What to do? There was nothing there, just dark buildings and a row of parked cars. Somebody must live there, or be around somewhere. Whose cars were they? My fear was like the damp leather that they, whoever they were, had tied around the head of San Severino. The strap was starting to dry out and tighten.

I summoned up my anger to counteract my fear. I should have refused to get off the bus. I should have tried to explain to the driver. He could have called the hotel. Or a taxi.

I started to walk. I’d been walking for about ten minutes when I heard a car start up. Red taillights. Someone was backing out of a parking place. I ran toward the car and stood in the street in front of it, waving my arms. The car stopped. The driver rolled down his window.

“Mi trovo in difficoltà,”
I said, and that was enough.

The driver was a young guy, about twenty-five. I didn’t notice his girlfriend till she opened her door and got into the
backseat. I tried to protest, but she just laughed and motioned me into the front seat. Neither one of them spoke English, but that was all right. I didn’t really want to explain what I’d done.

“Stazione,”
I said. “Hotel Mona Lisa.”

My fear was completely gone by now and I was trying to concentrate on my anger. I wanted to have a showdown with my aunt, but it was hard to hang on to my anger with this cheerful couple talking at me in Italian, asking questions I couldn’t really understand, though I did manage to convey the basic information: I’d come to Florence with my aunt, got on the wrong bus. I didn’t try to explain Severino or the gasket company in Sesto Fiorentino.

I walked back to the hotel from the station. I knew the way. It was the last time I’d be walking this way, but I didn’t make any special effort to memorize the route. I didn’t need to. It was already imprinted on my brain.

Severino was at the hotel. Surprise. Duh! I could see that the bed had been unmade and then loosely made up again, and suddenly everything became clear. No wonder my aunt never got back from Sesto till six o’clock; no wonder she always needed to take a nap when she did get back.

The evaluation: What did you think was happening? What did other people think was happening? Were there any misunderstandings? Did you discuss your responses to what had happened?

What did
I
think was happening? What I was thinking was that it was about as awkward a moment as there could be. I was thinking that Severino had been humping my aunt—not
dry humping her either—and I was thinking that my aunt was afraid.

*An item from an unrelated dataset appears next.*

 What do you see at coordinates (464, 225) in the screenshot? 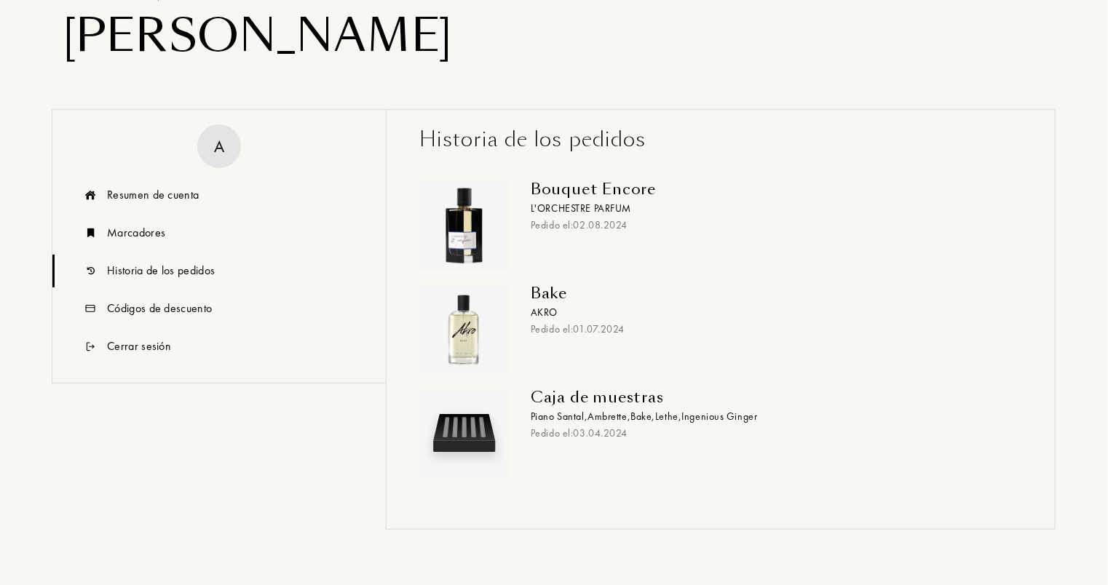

Afraid of me, afraid that she’d broken something that couldn’t be mended. I could see pleading in her eyes, and I realize now that my response at that moment would determine not only our relationship in the future, but also the kind of person I was going to become. It was like having a good angel on one shoulder and an evil angel on the other. The evil angel was telling me to wrap a wet leather strap around my aunt’s head and wait for it to dry and tighten up and crush her skull. The good angel was telling me that I’d been a fool all along, from the moment I first saw Severino in the lobby of the Hotel Mona Lisa. The good angel was telling me to keep my mouth shut.